Supplemental Reading

Madison Bush ’18
Guest Contributor

We all dread the search for the perfect supplement—whether fighting for the library reserve copy of a suggested text or hunting through the piles of hornbooks at the PILA Book Sale. Similarly, finding the perfect novel, while certainly more enjoyable, can be equally frustrating. Most law students love reading (or don’t and maybe should have thought the law school thing through a little better), but are too overcommitted and under-caffeinated to choose a book, much less read it. In this column, I’ll do the work for you, giving you that perfect title which will float around at the bottom of your to-read pile, waiting for the magical day when you find yourself with the elusive creature called free time. Reading this review is a short investment, which you can walk away from at the end (unlike your journal—good luck 1L’s).   

In a world of self-help books, hobby blogs and fake news, I am happy to see the growth of the online literary magazine.  The publishing world offers few paths for writers, and traditional publishing has killed as many careers as it creates. Meanwhile, the online self-publishing industry opened the floodgates for authors who could not get their work past the to-read pile of an editor’s desk. Of course, that is not always a good thing.  Editors are important and without them many works appear in an immature, unpolished form. Literary journals strike the happy medium between the stringent world of traditional publishing and the free-for-all of self-publishing—offering new writers and new editors room to grow. 

he Kava plant.Photo courtesy buykavadirect.com

he Kava plant.
Photo courtesy buykavadirect.com

Rumble Fish is a brand-new online literary magazine edited by Katie Sions, a University of Virginia graduate who puts her English degree to good use in this clever, curated collection of short fiction, non-fiction, poetry, and art.  The clean WordPress site—evergreen and cranberry, with a swampy cover photo—beckons visitors to enter a literary realm, one replete with (perhaps unintentionally) strong ties to Virginia.  The debut Winter 2017 Issue contains two poems, two short fictions and one non-fiction reflection, in addition to four black-and-white original drawings. The drawings complement the works, ranging from a cartoonish rat to an exercise in shading, followed by a pair of lovely cardinals and ending with a satellite tower, of all things. The Editor’s Note sets off the issue, an exuberant introduction disguised as a thoroughbred race (Editor’s Note, an actual horse, won the Belmont Stakes in 1996). 

The two short fictions are both contemporary pieces with the dark, pastoral flair of the Southern Gothic style of Faulkner and O’Connor. In “Routine Maintenance,” life, death, and rats intermingle.  Two men, Teddy and Isaiah, try to solve a rat problem they created in the first place. The delicate imagery of pet rats, rat poison, and a pregnant sister contribute to the reader’s unease, which carries the story through to a suitably uncertain end. “Appomattox, VA,” falls deeper into heavy themes, introducing us to a first-person narrator, “Winnie,” who spits and smokes and is “the meanest 19 year old” one will know. Readers familiar with old farmhouses and muddy creek beds will easily tromp along with Winnie and Andrew, all the way to a pair of hidden plastic chairs. Grief, growth, and poverty complete the portrait of life in one of the world’s small corners. 

Both poems complement the themes introduced by the short fictions. “Kava Kava” somehow manages to be insufferably hipster and wonderfully honest in fifteen short lines. Kava is a plant grown throughout the Pacific Islands, used traditionally by Pacific Ocean cultures for its medicinal properties. The poem captures the constant American hunt for new fads—a trend which creates cultural appropriation in its wake—while still celebrating the search for new experience. The Winter 2017 Issue ends with David Kunkel’s poem, “Dr. Frock Lectures a Company,” a thought experiment that overlays imagery with scientific formula, in a whimsical theory of grad student existence. 

Of all the pieces, however, I was most struck by B. Wilder’s “This is Me,” a non-fiction reflection on the struggles of living with bipolar disorder. “This is Me” takes the reader along with the author’s journey of self-discovery and self-acceptance, traveling through Hawaii, South America, and Australia, on a series of backpacking adventures, misadventures, and workplace friendships. Some people in the author’s shoes may have been satisfied with learning to cope with bipolar disorder, but B. Wilder shows us how to thrive. 

Rumble Fish hits its mark with this debut issue. Like any first effort, there is room for improvement, from the overly metaphoric editor’s note to the scattered rhombuses filling the empty space. Despite a slight immaturity, however, the twenty-seven pages of the Winter Issue are amazingly balanced and coherent, carving out a place for young authors (with strong ties to Virginia) to celebrate and lament modern America through poetry, fiction, and artistic expression.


Task prompt
What is needed here is every record, retyped without any change.
****
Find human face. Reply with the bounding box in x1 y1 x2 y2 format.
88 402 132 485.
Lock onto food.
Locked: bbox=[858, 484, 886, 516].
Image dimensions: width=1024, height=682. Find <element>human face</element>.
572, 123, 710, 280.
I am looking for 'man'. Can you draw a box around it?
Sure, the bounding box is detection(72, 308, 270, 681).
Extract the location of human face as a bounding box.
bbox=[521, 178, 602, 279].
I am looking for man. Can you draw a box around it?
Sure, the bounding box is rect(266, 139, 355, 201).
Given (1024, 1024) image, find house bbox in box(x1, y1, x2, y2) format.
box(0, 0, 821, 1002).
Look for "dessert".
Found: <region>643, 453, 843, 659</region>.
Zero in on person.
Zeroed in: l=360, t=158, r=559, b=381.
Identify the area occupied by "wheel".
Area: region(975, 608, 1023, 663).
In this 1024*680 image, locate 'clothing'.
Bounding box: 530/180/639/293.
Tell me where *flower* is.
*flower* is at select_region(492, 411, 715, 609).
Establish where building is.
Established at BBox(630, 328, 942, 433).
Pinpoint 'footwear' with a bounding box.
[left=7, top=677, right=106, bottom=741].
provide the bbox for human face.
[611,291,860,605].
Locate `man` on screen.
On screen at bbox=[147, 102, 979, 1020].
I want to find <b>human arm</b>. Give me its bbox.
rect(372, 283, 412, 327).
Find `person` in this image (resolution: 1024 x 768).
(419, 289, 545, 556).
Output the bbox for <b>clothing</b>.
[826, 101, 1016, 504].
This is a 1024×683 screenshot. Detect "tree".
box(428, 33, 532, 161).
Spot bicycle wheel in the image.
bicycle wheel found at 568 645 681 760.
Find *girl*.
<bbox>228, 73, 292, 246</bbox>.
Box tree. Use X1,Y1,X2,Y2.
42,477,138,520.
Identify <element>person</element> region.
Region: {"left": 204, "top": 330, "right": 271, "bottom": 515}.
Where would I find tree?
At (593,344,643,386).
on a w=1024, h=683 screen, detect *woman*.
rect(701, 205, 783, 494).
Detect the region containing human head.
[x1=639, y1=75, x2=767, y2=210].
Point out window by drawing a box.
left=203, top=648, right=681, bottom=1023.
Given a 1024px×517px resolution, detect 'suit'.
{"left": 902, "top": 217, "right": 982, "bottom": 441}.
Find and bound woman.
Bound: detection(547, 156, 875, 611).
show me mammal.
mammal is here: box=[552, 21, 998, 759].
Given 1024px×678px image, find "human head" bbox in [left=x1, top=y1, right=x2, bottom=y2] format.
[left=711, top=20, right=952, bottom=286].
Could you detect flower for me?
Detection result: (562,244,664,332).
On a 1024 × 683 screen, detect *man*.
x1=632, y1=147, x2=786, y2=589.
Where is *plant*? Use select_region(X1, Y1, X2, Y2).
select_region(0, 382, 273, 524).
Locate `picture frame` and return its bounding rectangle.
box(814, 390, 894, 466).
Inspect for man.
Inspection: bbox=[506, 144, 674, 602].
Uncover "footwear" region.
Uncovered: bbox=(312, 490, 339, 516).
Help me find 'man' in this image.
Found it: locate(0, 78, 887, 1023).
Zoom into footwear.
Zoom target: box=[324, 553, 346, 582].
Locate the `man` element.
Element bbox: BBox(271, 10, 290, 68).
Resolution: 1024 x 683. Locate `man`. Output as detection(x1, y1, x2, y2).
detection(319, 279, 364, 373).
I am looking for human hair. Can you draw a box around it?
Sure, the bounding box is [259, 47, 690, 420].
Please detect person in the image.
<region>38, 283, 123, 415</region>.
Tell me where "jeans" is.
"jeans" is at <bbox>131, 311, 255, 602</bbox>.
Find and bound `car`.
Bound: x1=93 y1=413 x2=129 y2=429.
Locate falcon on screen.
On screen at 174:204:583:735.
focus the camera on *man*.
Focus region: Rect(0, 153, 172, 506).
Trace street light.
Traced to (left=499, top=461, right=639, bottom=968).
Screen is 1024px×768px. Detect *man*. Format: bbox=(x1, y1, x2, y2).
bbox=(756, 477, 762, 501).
****
Solution to this exercise
Find human face. Reply with the bounding box in x1 y1 x2 y2 format.
88 402 132 485.
Lock onto food.
Locked: bbox=[858, 484, 886, 516].
Image dimensions: width=1024, height=682. Find <element>human face</element>.
572, 123, 710, 280.
I am looking for 'man'. Can you draw a box around it?
Sure, the bounding box is detection(72, 308, 270, 681).
Extract the location of human face as a bounding box.
bbox=[521, 178, 602, 279].
I am looking for man. Can you draw a box around it?
Sure, the bounding box is rect(266, 139, 355, 201).
Given (1024, 1024) image, find house bbox in box(x1, y1, x2, y2) format.
box(0, 0, 821, 1002).
Look for "dessert".
Found: <region>643, 453, 843, 659</region>.
Zero in on person.
Zeroed in: l=360, t=158, r=559, b=381.
Identify the area occupied by "wheel".
Area: region(975, 608, 1023, 663).
In this 1024*680 image, locate 'clothing'.
Bounding box: 530/180/639/293.
Tell me where *flower* is.
*flower* is at select_region(492, 411, 715, 609).
Establish where building is.
Established at BBox(630, 328, 942, 433).
Pinpoint 'footwear' with a bounding box.
[left=7, top=677, right=106, bottom=741].
provide the bbox for human face.
[611,291,860,605].
Locate `man` on screen.
On screen at bbox=[147, 102, 979, 1020].
I want to find <b>human arm</b>. Give me its bbox.
rect(372, 283, 412, 327).
Find `person` in this image (resolution: 1024 x 768).
(419, 289, 545, 556).
Output the bbox for <b>clothing</b>.
[826, 101, 1016, 504].
This is a 1024×683 screenshot. Detect "tree".
box(428, 33, 532, 161).
Spot bicycle wheel in the image.
bicycle wheel found at 568 645 681 760.
Find *girl*.
<bbox>228, 73, 292, 246</bbox>.
Box tree. Use X1,Y1,X2,Y2.
42,477,138,520.
Identify <element>person</element> region.
Region: {"left": 204, "top": 330, "right": 271, "bottom": 515}.
Where would I find tree?
At (593,344,643,386).
on a w=1024, h=683 screen, detect *woman*.
rect(701, 205, 783, 494).
Detect the region containing human head.
[x1=639, y1=75, x2=767, y2=210].
Point out window by drawing a box.
left=203, top=648, right=681, bottom=1023.
Given a 1024px×517px resolution, detect 'suit'.
{"left": 902, "top": 217, "right": 982, "bottom": 441}.
Find and bound woman.
Bound: detection(547, 156, 875, 611).
show me mammal.
mammal is here: box=[552, 21, 998, 759].
Given 1024px×678px image, find "human head" bbox in [left=x1, top=y1, right=x2, bottom=y2] format.
[left=711, top=20, right=952, bottom=286].
Could you detect flower for me?
Detection result: (562,244,664,332).
On a 1024 × 683 screen, detect *man*.
x1=632, y1=147, x2=786, y2=589.
Where is *plant*? Use select_region(X1, Y1, X2, Y2).
select_region(0, 382, 273, 524).
Locate `picture frame` and return its bounding rectangle.
box(814, 390, 894, 466).
Inspect for man.
Inspection: bbox=[506, 144, 674, 602].
Uncover "footwear" region.
Uncovered: bbox=(312, 490, 339, 516).
Help me find 'man' in this image.
Found it: locate(0, 78, 887, 1023).
Zoom into footwear.
Zoom target: box=[324, 553, 346, 582].
Locate the `man` element.
Element bbox: BBox(271, 10, 290, 68).
Resolution: 1024 x 683. Locate `man`. Output as detection(x1, y1, x2, y2).
detection(319, 279, 364, 373).
I am looking for human hair. Can you draw a box around it?
Sure, the bounding box is [259, 47, 690, 420].
Please detect person in the image.
<region>38, 283, 123, 415</region>.
Tell me where "jeans" is.
"jeans" is at <bbox>131, 311, 255, 602</bbox>.
Find and bound `car`.
Bound: x1=93 y1=413 x2=129 y2=429.
Locate falcon on screen.
On screen at 174:204:583:735.
focus the camera on *man*.
Focus region: Rect(0, 153, 172, 506).
Trace street light.
Traced to (left=499, top=461, right=639, bottom=968).
Screen is 1024px×768px. Detect *man*. Format: bbox=(x1, y1, x2, y2).
bbox=(756, 477, 762, 501).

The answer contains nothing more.